(As opposed to several of my other projects which have taken several months/years with nothing to show for it.)
The Problem
During college internship recruiting season, recruiters often send you emails that look like this:
These emails suck.
Not because they’re moving you on to the next round of interviews. That part is awesome.
It sucks that you have to somehow email them your availability.
So you’ve got to tab back and forth between your Google Calendar and Gmail to form a reasonable response that doesn’t conflict with your schedule.
Sometimes this can take 10-15 minutes (at least for me).
This sucks.
This person is not making his/her life easier either.
- You ever heard of Calendly?
- It has to be in your time zone?
- How many times do you really need to find a good fit?
- How many back-and-forth emails will it take to schedule an interview?
The Solution
So I did a little bit of research. There are many tools out there for this particular scheduling problem, but all of them have at least one of the following flaws:
- Sending impersonal links
- Installing extra software/extensions
- Registering dedicated accounts
It’s too much for such a small task.
I just want to get in, and get out, and craft an easily readable response.
I should be able to simply drag and drop, then copy and paste, to respond. And it should take seconds, not minutes.
So I built whattime.today.
I used Node/React hosted on Google Cloud to hack this thing together over the course of a weekend. You can find the source code here.
HackerNews
It got to the front of HackerNews by complete luck.
The moderator, Daniel, decided to just throw it up for me as a part of their “second-chance” system! You can read more about how it works here.
The HackerNews community is insane.
They give you so much feedback and attention. And they always offer ways to improve the product. I was frantically updating the site to build features that were getting suggested throughout the day.
I ended up with a few thousand hits to the site and in total 75 users who even signed up to use the calendar service even with a sketchy Google unverified OAuth form.
I also received feedback through my Google Form.
Product Hunt
Then months later I posted on ProductHunt. Didn’t receive too much traction, but definitely boosted the site’s visitor rates.
Eventually I also threw in a counter for the number of times people used the app.
Adds good social proof, and I enjoy checking this every once in a while to see it go up.
Lessons learned
No, this project was not nearly a “runaway success” by any means. It’s not something I’d further develop in any way.
But still, it opened my eyes to a few things.
- Scratch your own itch
I’m terrible at coming up with ideas, but beginning with my own problems was the key for this project
- Launch as fast as possible
Don’t take it from me, take it from Michael Seibel.
- “If you build it, they will come” is a load of crap fed to us in college
Distribution matters, in ways that most college students don’t understand.
Our homework assignments are turned in to the professor, with
At college, “acquisition channels” are implicit, and marketing is non-existent.
- It is not that your smallest efforts lead to the greatest results.
Instead, it is the months and years of effort building other random useless crap that lead to my ability to build this so fast and my ability to identify this problem.
I am reminded of Picasso’s napkin story.
Also recently @traf who made over $100,000 from a simple iOS 14 icon pack over a week. Caveat is that it took him years to get to that point.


• WHAT TO PRODUCE: Please transcribe only the lines that run from the line bearing "At what (x,y)" to the end of the entries, keeping both end lines. Skip the pictures.

• RECORDS TO PROCESS:
= Beginning of Section =

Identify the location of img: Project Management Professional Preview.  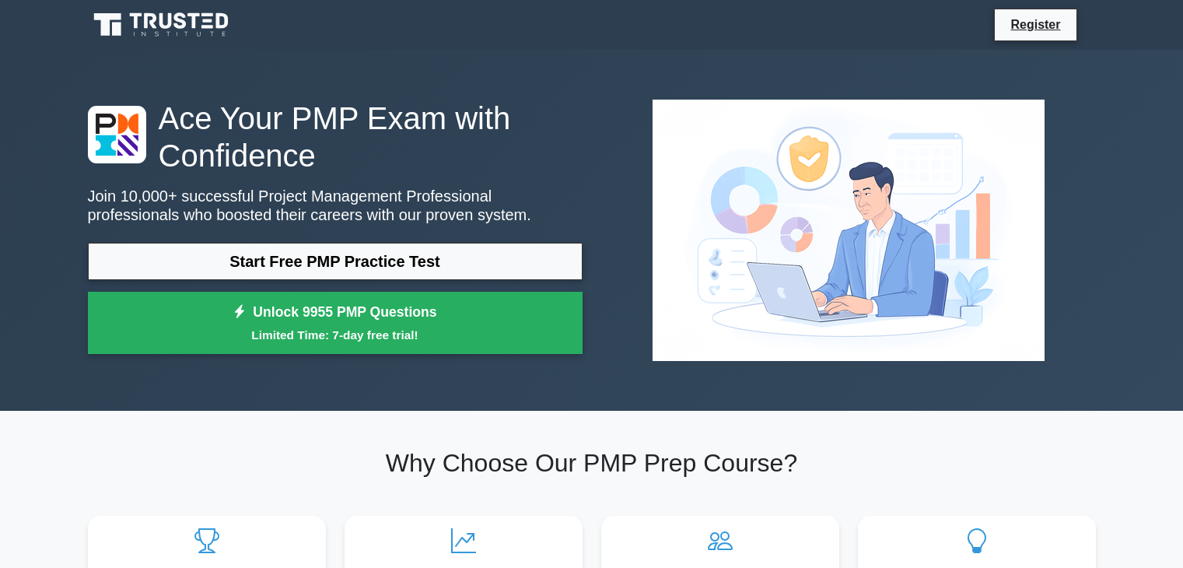
(849, 230).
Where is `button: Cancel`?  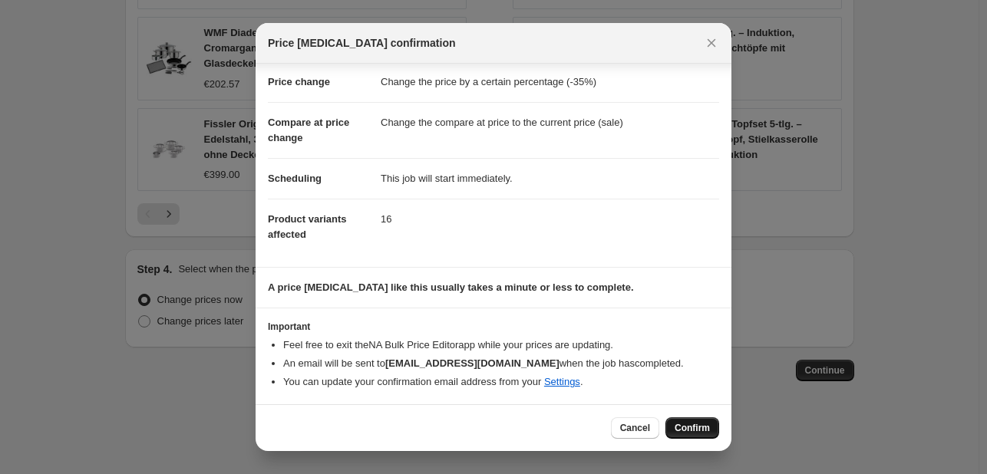 button: Cancel is located at coordinates (634, 428).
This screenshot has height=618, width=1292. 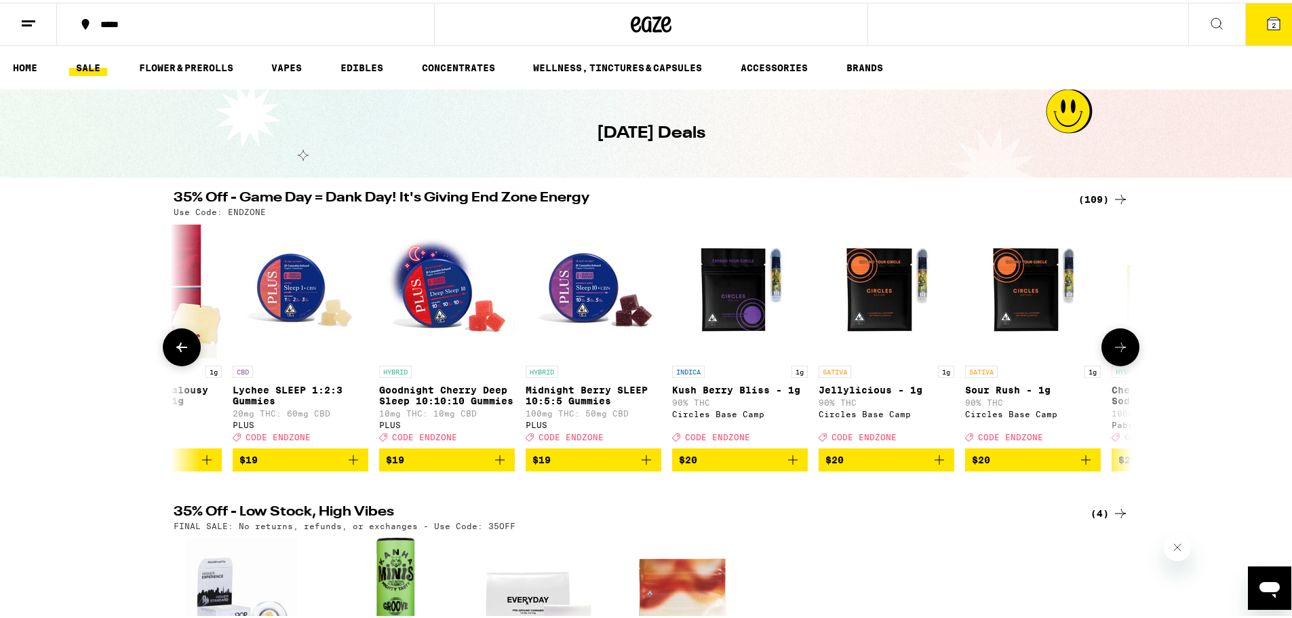 I want to click on a: WELLNESS, TINCTURES & CAPSULES, so click(x=617, y=65).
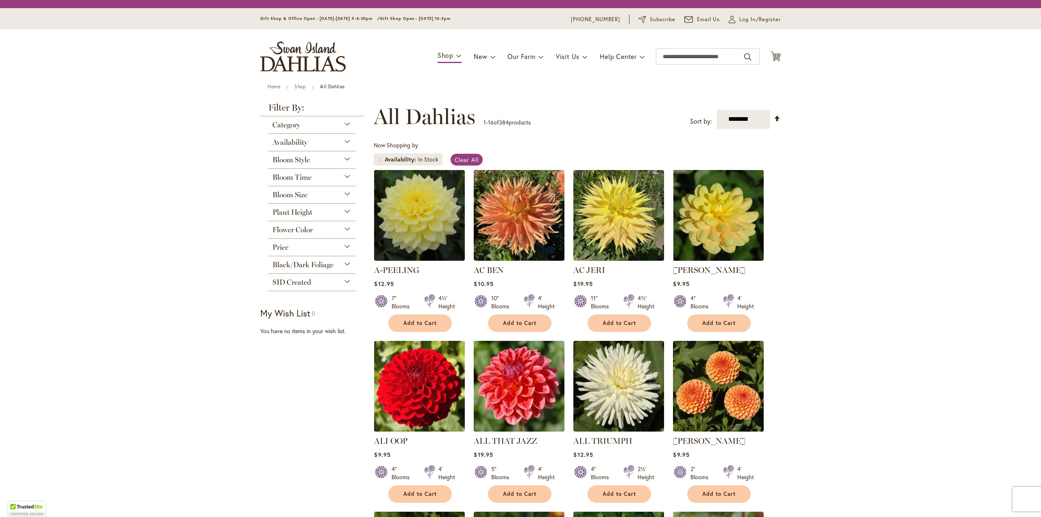  I want to click on a: A-Peeling, so click(419, 258).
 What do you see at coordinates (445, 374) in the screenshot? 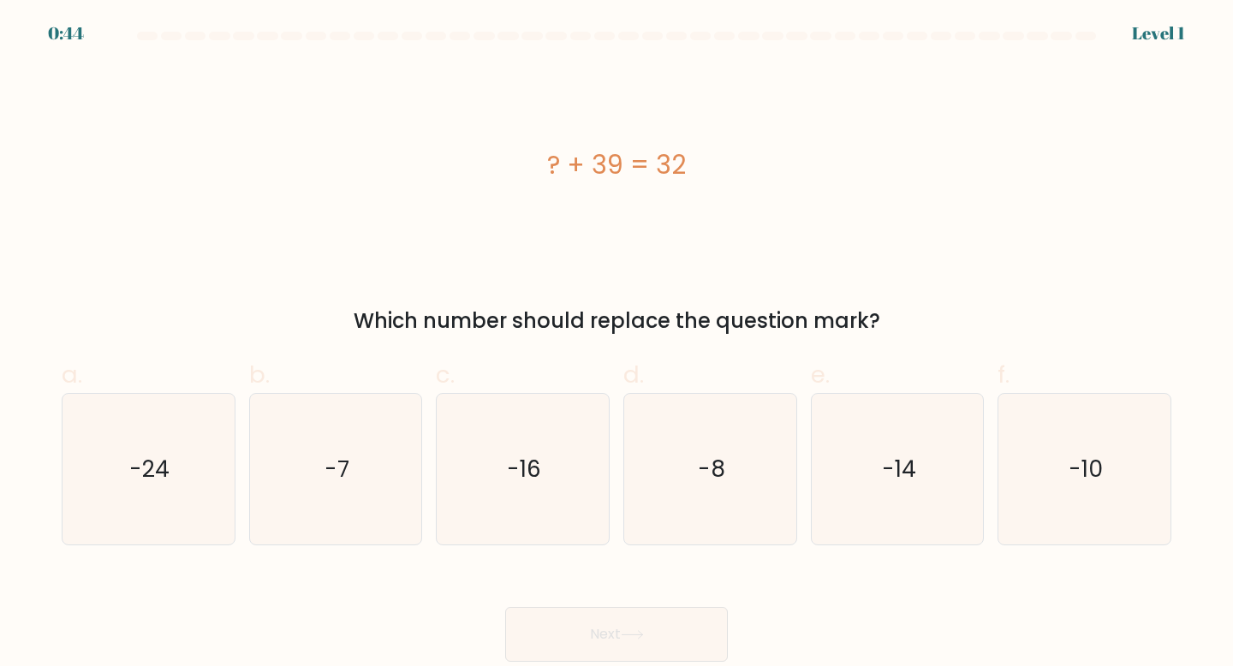
I see `span: c.` at bounding box center [445, 374].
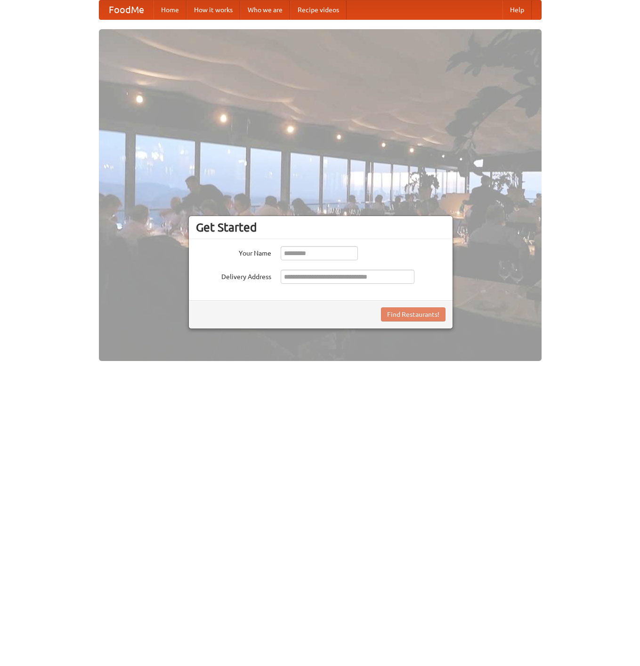 Image resolution: width=640 pixels, height=666 pixels. I want to click on button: Find Restaurants!, so click(413, 315).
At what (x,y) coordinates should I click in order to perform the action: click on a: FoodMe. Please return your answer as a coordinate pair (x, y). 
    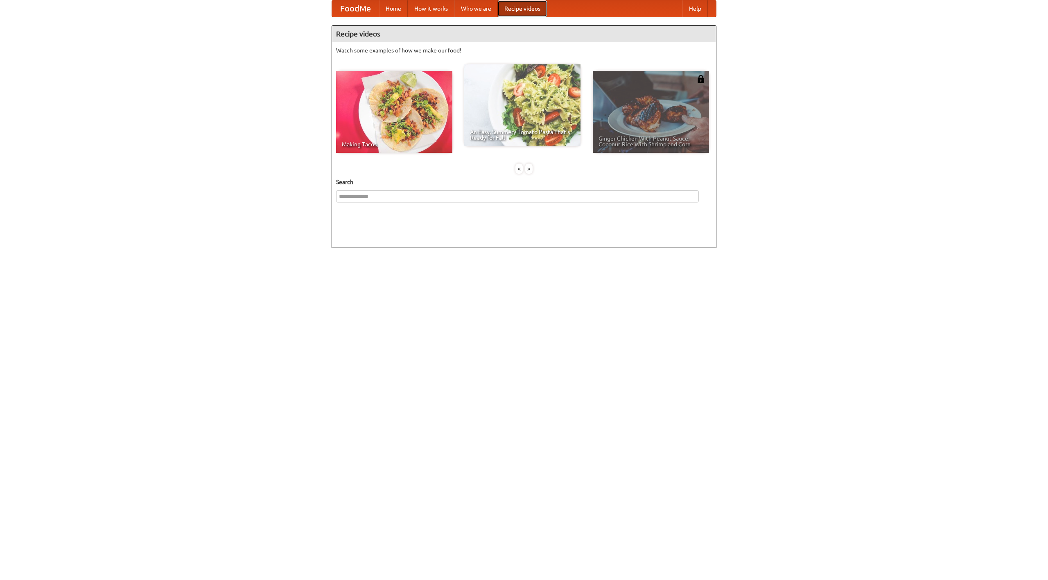
    Looking at the image, I should click on (355, 9).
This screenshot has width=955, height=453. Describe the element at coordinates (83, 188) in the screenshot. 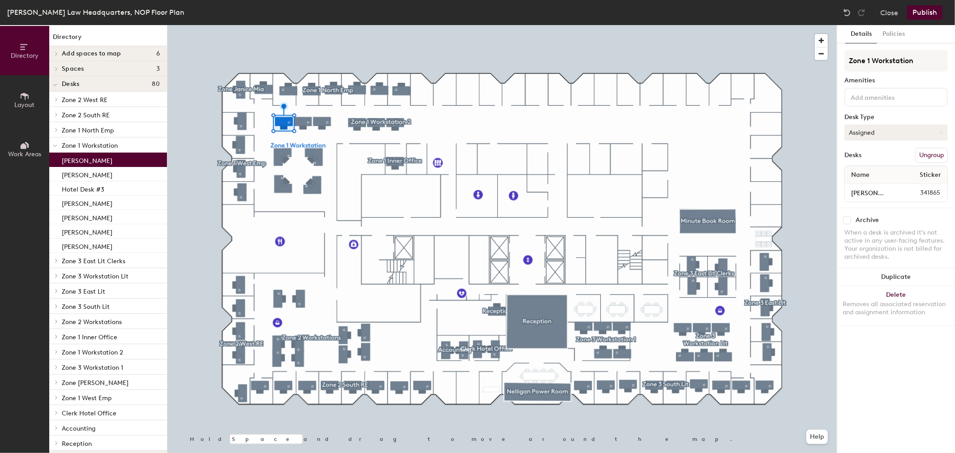

I see `p: Hotel Desk #3` at that location.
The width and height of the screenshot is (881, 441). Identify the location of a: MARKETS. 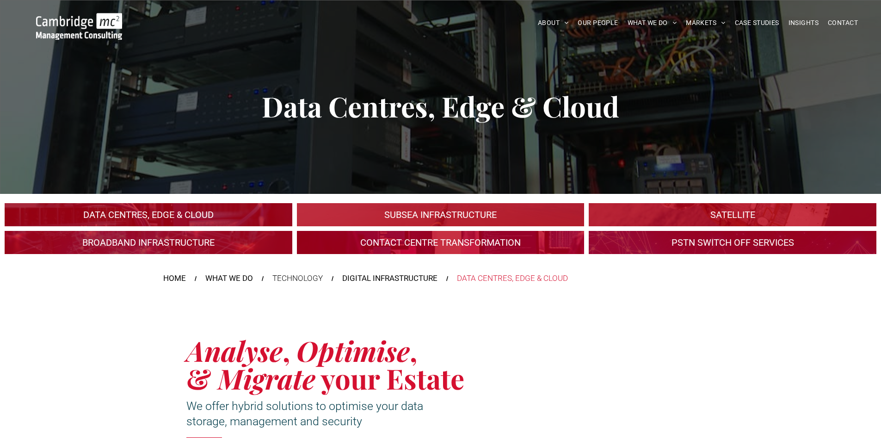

= End of Section =

• REPLY TO THE TASK:
At what (x,y) coordinates should I click in order to perform the action: click on a: FoodMe. Please return your answer as a coordinate pair (x, y). 
    Looking at the image, I should click on (355, 9).
This screenshot has width=955, height=453. Describe the element at coordinates (83, 188) in the screenshot. 

I see `p: Hotel Desk #3` at that location.
The width and height of the screenshot is (881, 441). Identify the location of a: MARKETS. 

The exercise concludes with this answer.